Ferdinand de Lesseps: A consul who went on to build the Suez Canal
The foreign diplomat had a family connection with Malaga through his mother and was French consul in the city from 1840 to 1843
Tony Bryant
Malaga
Friday, 17 October 2025, 13:58
Calle Fernando de Lesseps in Malaga city is located to the northwest of Calle Nueva, near the Plaza de la Constitución. Count Ferdinand de Lesseps was a French diplomat who is best known for initiating the construction of the Suez Canal.
However, he has a street named after him in Malaga because he was French consul in Malaga from 1840 to 1843 and lived in Churriana.
Ferdinand de Lesseps was born on 19 November 1805 in Versailles.
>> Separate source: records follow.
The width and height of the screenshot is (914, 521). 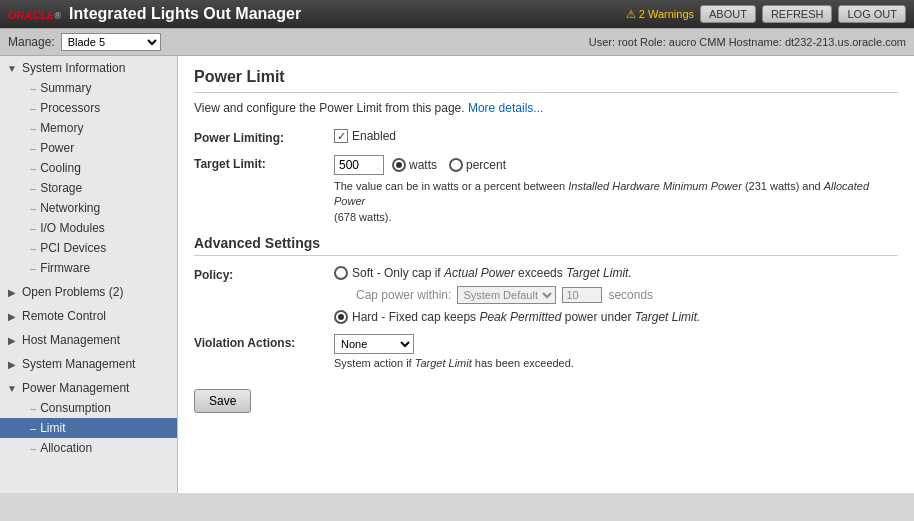 I want to click on sidebar-item-allocation: – Allocation, so click(x=88, y=448).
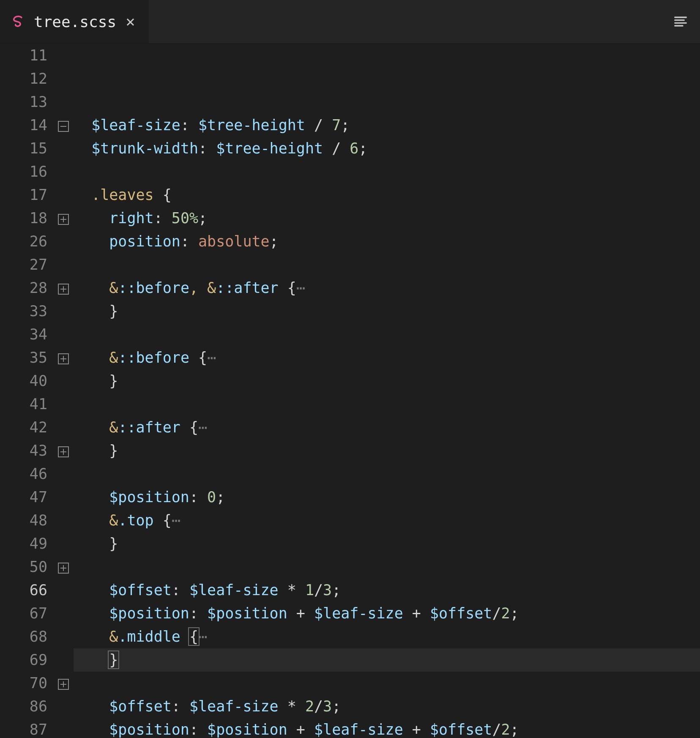  What do you see at coordinates (27, 391) in the screenshot?
I see `line-number-gutter: 1112131415161718262728333435404142434647…` at bounding box center [27, 391].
His early years were spent in Italy where his father was consul. After returning to Paris for his education, in 1828 Lesseps was sent to Tunis as an assistant vice-consul, where his father was consul-general.
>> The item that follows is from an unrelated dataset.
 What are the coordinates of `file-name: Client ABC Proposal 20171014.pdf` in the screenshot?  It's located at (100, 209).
In 1839 Lesseps was appointed consul in Rotterdam and in the following year he was transferred to Malaga. In 1843 he was sent to Barcelona.
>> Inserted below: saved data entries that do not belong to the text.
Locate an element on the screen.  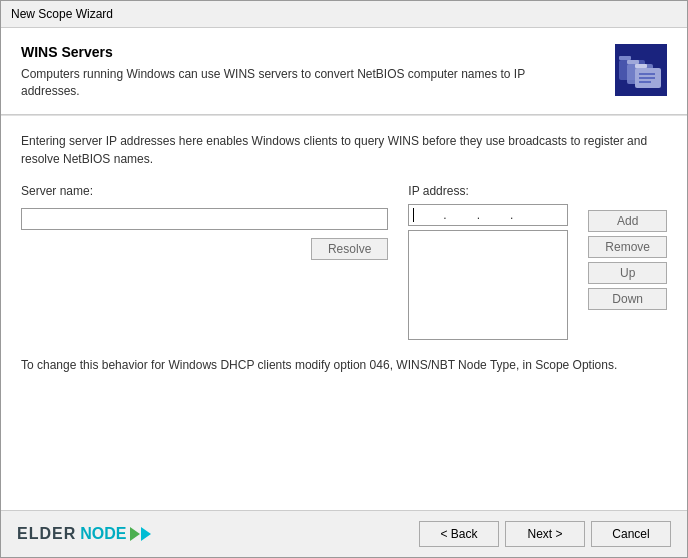
header-icon is located at coordinates (641, 70).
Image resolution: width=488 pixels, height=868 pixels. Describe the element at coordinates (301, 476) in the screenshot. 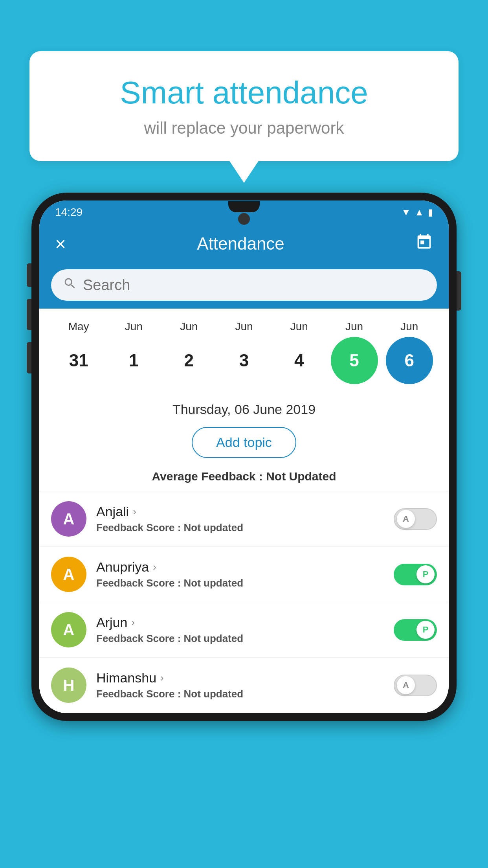

I see `avg-feedback-value: Not Updated` at that location.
Lesseps' mother, Catherine de Grévignée, was from Malaga, the daughter of a Belgian merchant who had settled in the city and Antonia Gallegos Delgado, who was from Malaga.
Around 1849, during the Second Republic in Spain, Ferdinand introduced his Spanish cousin, the Countess of Montijo and her young daughter Eugenia, into the upper echelons of Parisian society. In 1853 Eugenia would become an empress by marrying Napoleon III.
Suez Canal
Lesseps retired from the diplomatic service in 1951 and by then an old childhood friend, Said Pasha, had acceded the viceroyalty of Egypt. This gave him a new impulse to promote the creation of the Suez Canal, which eventually opened in November 1869.
Lesseps is also one of the founding fathers of the Alliance Française, along with Jules Verne, Louis Pasteur and other eminent French figures of the time. The alliance was established in 1883 and the international French organisation has had a branch in Malaga city since 1967.
On 11 June 11 1884, as head of the Franco-American Union, Lesseps presented the Statue of Liberty to the USA as a gift from France at a banquet held in honour of the Franco-American Union and in celebration of the completion of the statue.
Lesseps died in Guilly, France, on 7 December 1894. He is buried in Père Lachaise Cemetery in Paris.
The proposal to name the street in Malaga after him came about on 20 October 1887.